My Scottish breakfast blend, which I call [Gary’s Kilty Pleasure] remains the top-selling unflavored black tea for the fourth year in a row. There’s something about the complementary maltiness of the estate-grown Assam and strong traditional flavors of the Mount Kenya black teas that really works together.

Oolong

The classic [organic tieguanyin], a.k.a. Iron Goddess of Mercy, topped the straight oolong charts. It is medium-roasted and lightly-oxidized, using traditional bamboo coal baking techniques. Most of our oolong drinkers like the flavored options, however, and mango was the top flavor of choice.

Green Tea

Overall, [organic Jasmine Green] did the best. There’s something about the delicate aroma of jasmine that really adds to the flavor of a good green tea. Of the unflavored, unscented green teas, it was Dragonwell (longjing) by a big margin!

White Tea

Our new Shou Mei narrowly edged out the [Yin-Zhen Silver Needles Supreme], even though it hasn’t made it to our website yet. On the flavored side, the [Peach Blossom White] blew away all of the competition. We don’t serve many cups of it hot, but it’s far and away the most popular iced tea at the bar.

Pu-Erh

It’s really hard to pin this one down. We get one answer if we measure sales by the ounce of loose-leaf tea sold, but a very different answer if we take into consideration all of the compressed pu-erh (beeng cha, tuo cha, brick, and so forth). In total mass, this year’s winner would have to be ripe “wild” pu-erh bricks from 2005.

Earl Grey

We have nine different Earl Grey blends, but the organic, fair trade [Ancient Tree Earl Grey] has not only been the number one Earl Grey, but has held a spot in our top three sellers overall for as long as we’ve been selling tea.

Masala Chai

In 2013, we made a scary move. We dropped the Rishi organic masala chai that had been our number-one selling tea and replaced it with a house blend. Several house blends, actually. Our house chai, which is made with estate-grown Assam and our own masala spice blend, did reasonably well, but then serendipity stepped in. We were experimenting around with a caffeine-free option, and blended our spices with rooibos and caramel. The first cup we brewed, Doug looked at me and said, “Oh my God! This is a ginger cookie in a cup!” We named it [Ginger Cookie Chai], and it became our top masala chai, and one of the best-selling teas overall. It also makes a great molasses cookie recipe!

The Holly family

Yerba maté has always been a good seller for us, so we decided to add the other two members of the holly family that produce caffeine: guayusa and yaupon. [Guayusa] became a staff favorite, and soon surpassed yerba maté. It’s an amazing drink that we just can’t get enough of!

Rooibos

We sell a lot of rooibos, and I am still surprised that the green rooibos outsells red rooibos by a factor of three. Yes, [Green Rooibos], which most Americans haven’t even heard of, is one of the top 15 sellers out of the 150+ teas and tisanes we sell. When it comes to flavored rooibos, [Montana Gold], a caffeine-free blend from our friends at Montana Tea & Spice not only handily tops the list of rooibos-based blends, but was our #1 seller overall.

Other herbals

When you think of herbal tea, what’s the first herb that pops into your mind? Probably chamomile. Personally, I’m not a big chamomile drinker, which probably explains why none of my chamomile blends compete with [Evening in Missoula], another complex and wonderful blend from Montana Tea & Spice.

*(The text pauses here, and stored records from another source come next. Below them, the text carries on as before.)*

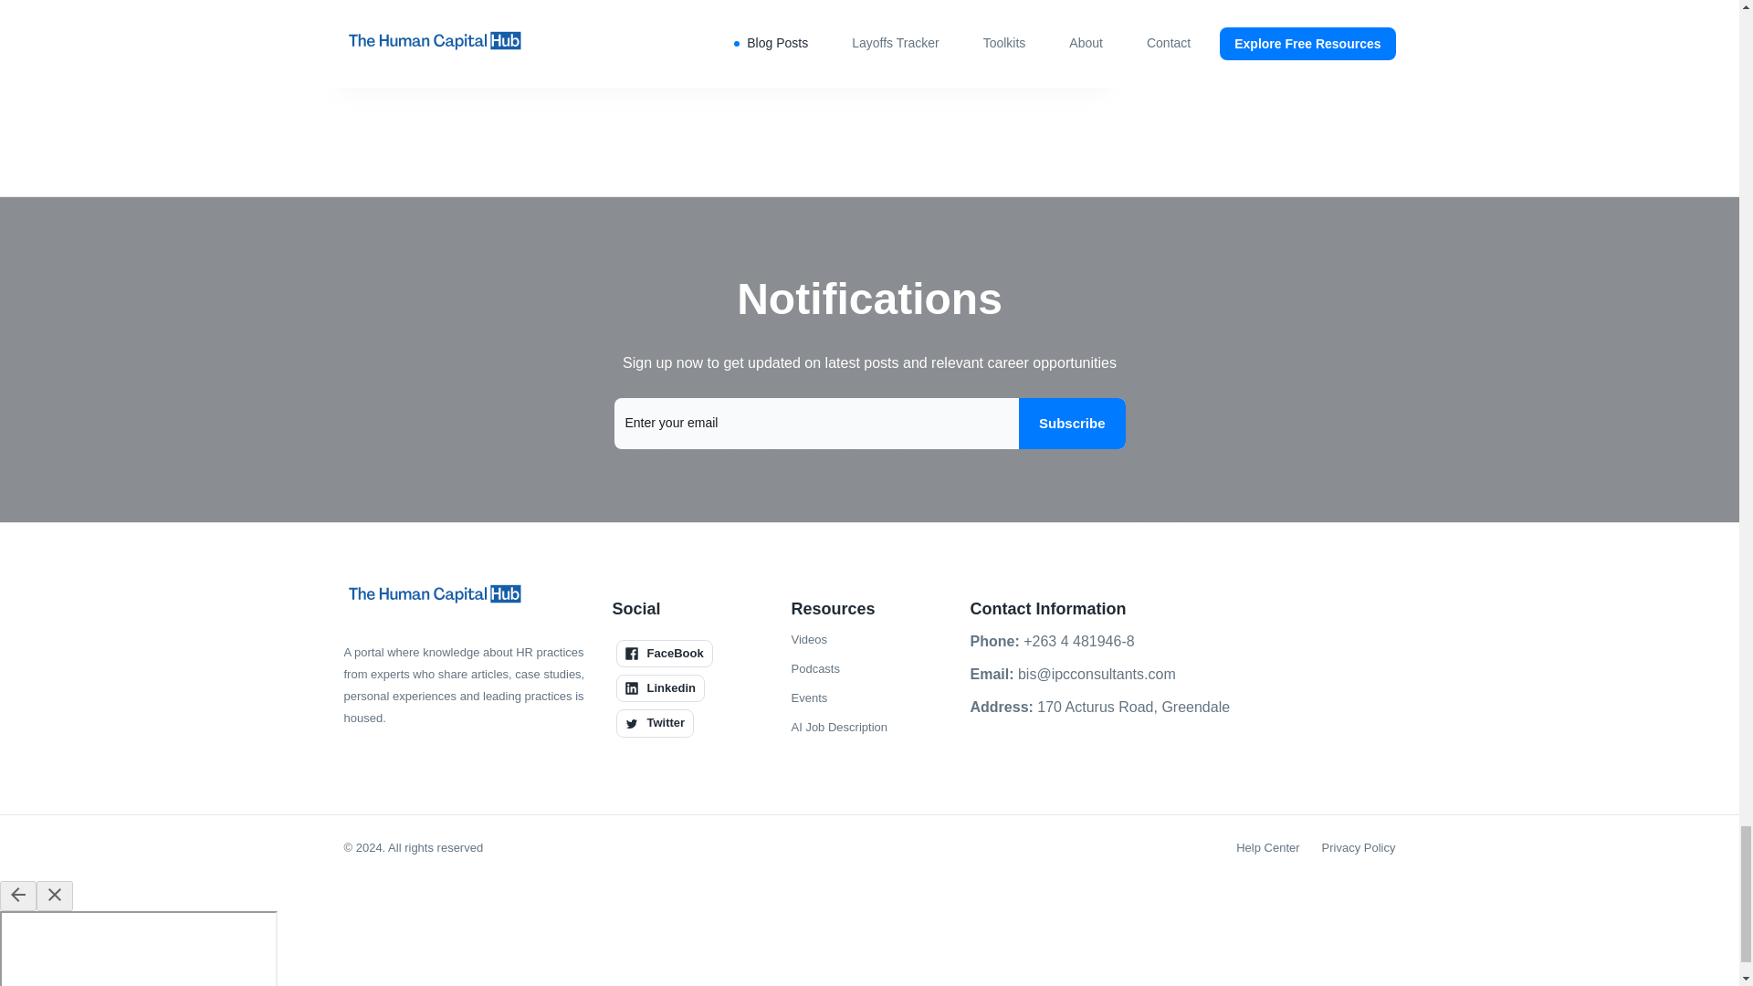 Image resolution: width=1753 pixels, height=986 pixels. I want to click on Podcasts, so click(815, 669).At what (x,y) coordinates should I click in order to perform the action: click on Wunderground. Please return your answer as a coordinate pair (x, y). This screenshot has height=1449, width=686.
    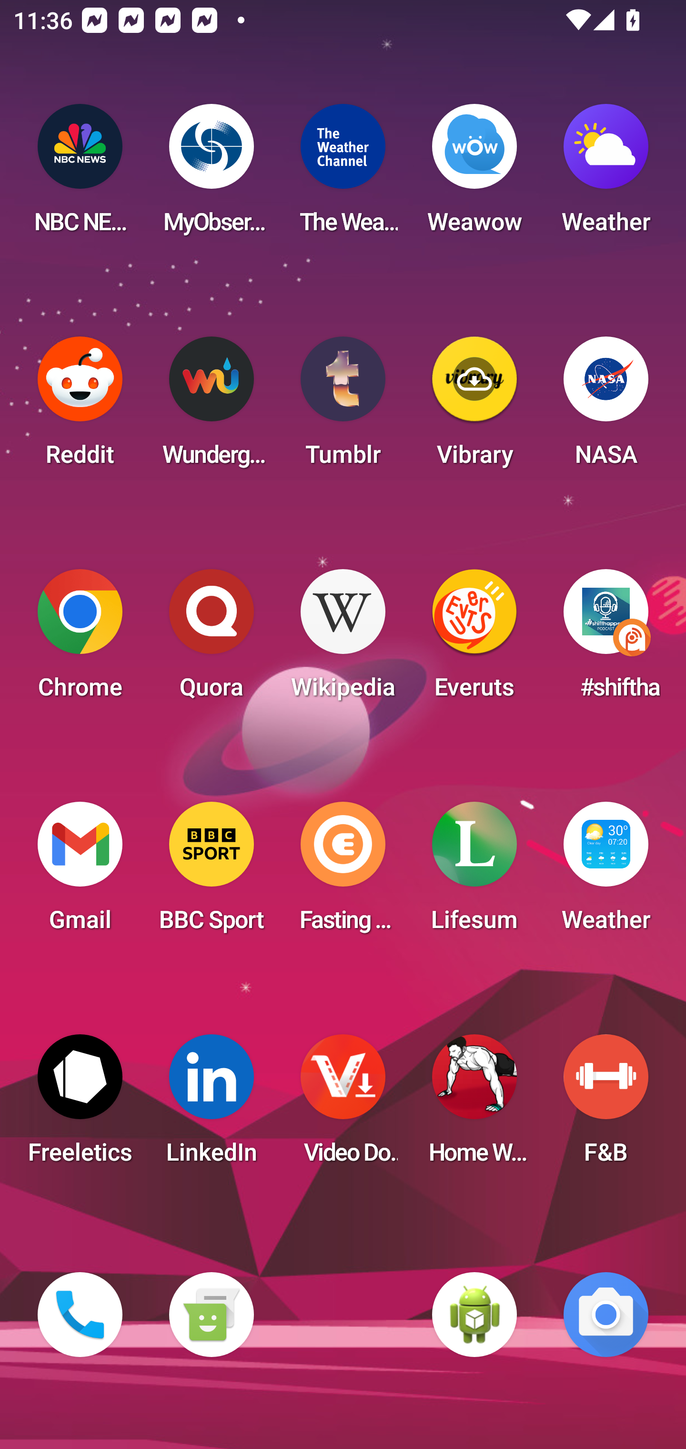
    Looking at the image, I should click on (211, 407).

While writing this blog post, I was drinking an organic Iron Goddess of Mercy (tieguanyin), as I so often do. It’s a soft and flavorful oolong that’s lightly baked and medium oxidized. I usually use my leaves at least three or four times, brewing it with 175-degree water. I make my first infusion light (2 1/2 minutes), and then add 30 second to each subsequent infusion.